My data was dated and erroneous, I apologize for presenting it and offer this correction: "Dr. Godfrey Louis and Dr. Santhosh Kumar from Kottayam’s Mahatma Gandhi University gave the boldest explanation of all. They stated that the rain resulted due to the presence of extra-terrestrial life. This was supported by the fact that particles were actually living organisms. Also, the particles could thrive even at a temperature of 300 degree Celsius. Furthermore, they tested and found that these life forms did not contain any DNA. However, Dr. Chandra Wickramasinghe managed to extract DNA from the pores, proving the stated theory to be incorrect. Moreover, he confirmed the presence of elements such as Hydrogen, Potassium, Calcium, Sodium, Iron, Silicon, Oxygen, Carbon, Aluminium, and Phosphorus. Heavy metals such as Nickel, Manganese, Titanium, Chromium, and Copper were also observed."
An octopus can certainly live out of water for a while, at least. There are numerous youtubes on them having out of tank experiences. One was caught crawling to another tank and eating the fish, then crawling back home to its own tank. One crawled across the floor to a drain pipe and escaped. Etc.
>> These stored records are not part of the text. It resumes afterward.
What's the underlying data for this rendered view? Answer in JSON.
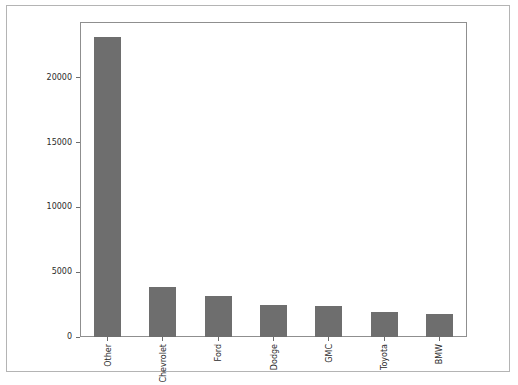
{
  "chart_data": {
    "type": "bar",
    "title": "",
    "subtitle": "",
    "xlabel": "",
    "ylabel": "",
    "categories": [
      "Other",
      "Chevrolet",
      "Ford",
      "Dodge",
      "GMC",
      "Toyota",
      "BMW"
    ],
    "values": [
      23200,
      3850,
      3150,
      2500,
      2400,
      1950,
      1800
    ],
    "series": [
      {
        "name": "count",
        "values": [
          23200,
          3850,
          3150,
          2500,
          2400,
          1950,
          1800
        ]
      }
    ],
    "ylim": [
      0,
      24320
    ],
    "xlim": [
      0,
      7
    ],
    "yticks": [
      0,
      5000,
      10000,
      15000,
      20000
    ],
    "ytick_labels": [
      "0",
      "5000",
      "10000",
      "15000",
      "20000"
    ],
    "xtick_labels": [
      "Other",
      "Chevrolet",
      "Ford",
      "Dodge",
      "GMC",
      "Toyota",
      "BMW"
    ],
    "xtick_rotation": 90,
    "grid": false,
    "legend": false,
    "legend_position": "none",
    "bar_color": "#6e6e6e",
    "background_color": "#ffffff",
    "axis_color": "#8f8f8f",
    "frame_border_color": "#b4b4b4"
  }
}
Yes they can be smart. Solve puzzles. Learn. They cannot colonize the land, necessary to take advantage of better oxygen availability. Nor can they survive the trauma of space as a tardigrade can to seed other planets.
Tardigrades are incredible beasts, but the full trip from being blasted off a planet, traveling in space for some reasonable period of time and then surviving reentry on another planet leaves me believing it's highly unlikely. They can't survive interplanetary space for all that long, for example.
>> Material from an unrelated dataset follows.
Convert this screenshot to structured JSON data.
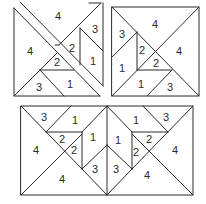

Oh, how long can they survive in a virtually crystalline state or nearly. They are the best candidate out there. And a multicellular animal too. Not some plant spore, or bacteria, etc. Tardigrades forever Take your pick https://www.youtube.com/results?search_query=tardigrade
Sure, Tardigrades forever. Let's just remember that finding the best candidate for a task doesn't imply that the task is possible.
The seeding of life throughout the universe in this way has long been thought a possibly. Nothing new.
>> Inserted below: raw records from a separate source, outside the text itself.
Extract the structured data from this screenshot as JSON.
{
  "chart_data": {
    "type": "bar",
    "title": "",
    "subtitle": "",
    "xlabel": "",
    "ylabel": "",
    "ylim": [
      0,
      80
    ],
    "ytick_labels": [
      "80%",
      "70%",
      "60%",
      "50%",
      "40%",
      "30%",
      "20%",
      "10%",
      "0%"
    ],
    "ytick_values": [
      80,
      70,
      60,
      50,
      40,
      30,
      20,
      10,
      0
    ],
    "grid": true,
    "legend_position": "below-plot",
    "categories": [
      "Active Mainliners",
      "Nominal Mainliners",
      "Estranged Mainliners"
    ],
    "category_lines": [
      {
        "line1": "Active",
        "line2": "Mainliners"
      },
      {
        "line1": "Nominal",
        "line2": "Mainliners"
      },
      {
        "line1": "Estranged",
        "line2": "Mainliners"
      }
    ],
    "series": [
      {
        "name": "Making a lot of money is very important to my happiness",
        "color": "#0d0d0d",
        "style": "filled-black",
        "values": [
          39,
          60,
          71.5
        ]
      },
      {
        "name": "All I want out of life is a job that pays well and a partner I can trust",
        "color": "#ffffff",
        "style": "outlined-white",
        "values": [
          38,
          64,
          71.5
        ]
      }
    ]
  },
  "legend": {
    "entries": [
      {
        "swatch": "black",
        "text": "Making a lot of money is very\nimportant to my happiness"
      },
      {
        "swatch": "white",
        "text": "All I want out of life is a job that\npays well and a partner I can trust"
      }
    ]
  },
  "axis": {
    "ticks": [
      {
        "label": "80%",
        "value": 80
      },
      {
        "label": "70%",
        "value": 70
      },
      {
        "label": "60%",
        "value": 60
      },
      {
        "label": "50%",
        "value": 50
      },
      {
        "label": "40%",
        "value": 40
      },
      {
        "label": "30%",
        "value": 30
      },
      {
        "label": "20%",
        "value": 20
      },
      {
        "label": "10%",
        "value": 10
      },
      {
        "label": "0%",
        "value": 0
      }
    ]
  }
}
An interesting note. Red Rain has been explained in many cases. However, that being said, the Karela incident does appear to be unique. https://watchers.news/2012/11/18/sri-lanka-red-rain-mistery-solved/ As a conspiracy theorist I would have to say that there is enough evidence here to consider this a legitimate theory.
On another note this seems to fall in line with Biblical teachings of God creating man from dust. How perfect that an exploding comet mixes its dust with rain to seed the earth with life. Eve being created from Adam's ribs would be the cells simply multiplying from the original. It all fits quite nicely don't ya think?